From Progarchives.com, the ultimate progressive rock music website

iluvmarillion
5 stars Life isn't perfect and neither is the music of prog gods, King Crimson. Robert Fripp's 23-minute epic Lizard beginning with Prince Rupert's awakening has Jon Anderson singing the opening verse and chorus. Keith Tippet's piano moves it along till a lone trombone retraces the main theme in Peacock's Tale and then cor anglaise and cornet joins in. The classical theme mutates into interludes of jazz playing by the horn section before the piano returns to close it out. The Battle of the Glass Tears is where is all unravels with the strange decision to have Gordon Haskell sing the next section. Suddenly the music gets all threatening with saxes, horns and Mellotron contrasting to the atmosphere of the opening. Difficult to know where it is all going to end up. This is Van de Graaf generator, not King Crimson. Minutes of kettle drum and synthesizer and silences we get to the finish with a cacophonic burst of the circus big top.

Having got that out the way, the first side of Lizard is everything the second side isn't, a master class of neat intricate compositions of wonderful rock-jazz playing. The opener Cirkus, starts off with piano and develops into acoustic guitar and Mellotron in the middle section. The song is very dark and Gordon Haskell's voice perfectly suits the tone of the song. Mel Collins' sax playing acts a counterpoint to the dark theme and the use of Fripp's Mellotron is signature in the sound he manages to produce with the horn section.

Indoor Games is a fun piece, very jazzy, also very avant garde and again, Gordon Haskell, who isn't the best singer in the world, has the perfect voice to execute the song. Sax, acoustic guitar and electric guitar jam around each other in a type of dance before synths, more sax, drums and acoustic guitar and laughter finishes off the song.

Happy Family is another great song, also very avant garde and jazzy. This time it's the piano which improvises around the flute playing and horns before it gets really heavy towards the end when the voices finish it off.
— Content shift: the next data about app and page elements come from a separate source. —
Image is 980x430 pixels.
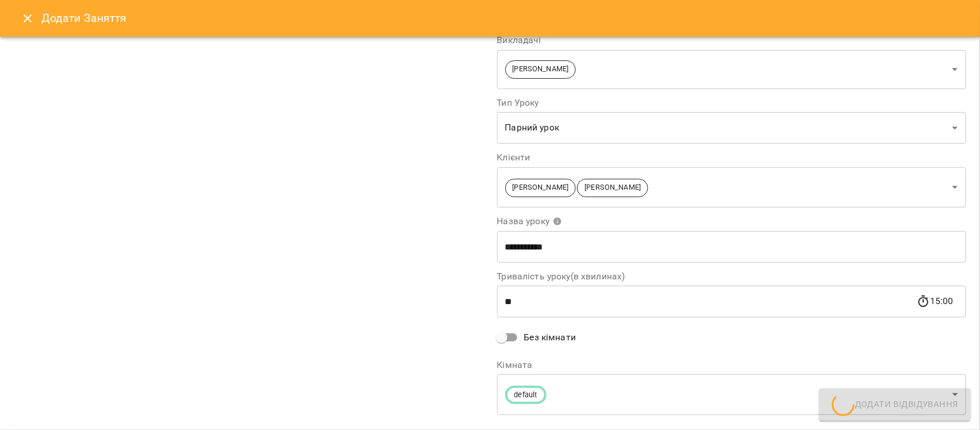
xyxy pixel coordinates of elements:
div: [PERSON_NAME][PERSON_NAME] [497,167,967,208]
label: Тривалість уроку(в хвилинах) [497,272,967,281]
label: Кімната [497,360,967,369]
div: [PERSON_NAME] [497,50,967,89]
svg: Вкажіть назву уроку або виберіть клієнтів [553,217,562,226]
span: Назва уроку [497,217,563,226]
div: Парний урок [497,112,967,145]
button: Close [14,5,42,33]
span: default [508,389,544,401]
span: Без кімнати [524,331,577,344]
h6: Додати Заняття [42,9,966,27]
span: [PERSON_NAME] [506,182,576,193]
label: Тип Уроку [497,98,967,108]
div: default [497,374,967,415]
label: Викладачі [497,35,967,45]
label: Клієнти [497,153,967,162]
span: [PERSON_NAME] [506,64,576,75]
span: [PERSON_NAME] [578,182,648,193]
Lady of the Dancing Water is a break from the heaviness of the jazz playing with acoustic guitar and flute and Haskell's gentle voice tempering the pace of the first side as a bridge into the Lizard suite.

Special mention to the album cover which draws attention to the Circus themes of the album. This should be an easy album to rate, 3-stars for the second side and 5-stars for the first side, so rounded out to 4-stars, but it's not that simple. The whole is greater than the sum of the parts. Lizard is that album which is hard to define because of its uniqueness in the King Crimson cannon. It belongs in the bracket of albums below the great trilogy of albums that begin with Larks' Tongues in Aspic. Nevertheless, despite its flaws it's a 5-star masterpiece to me.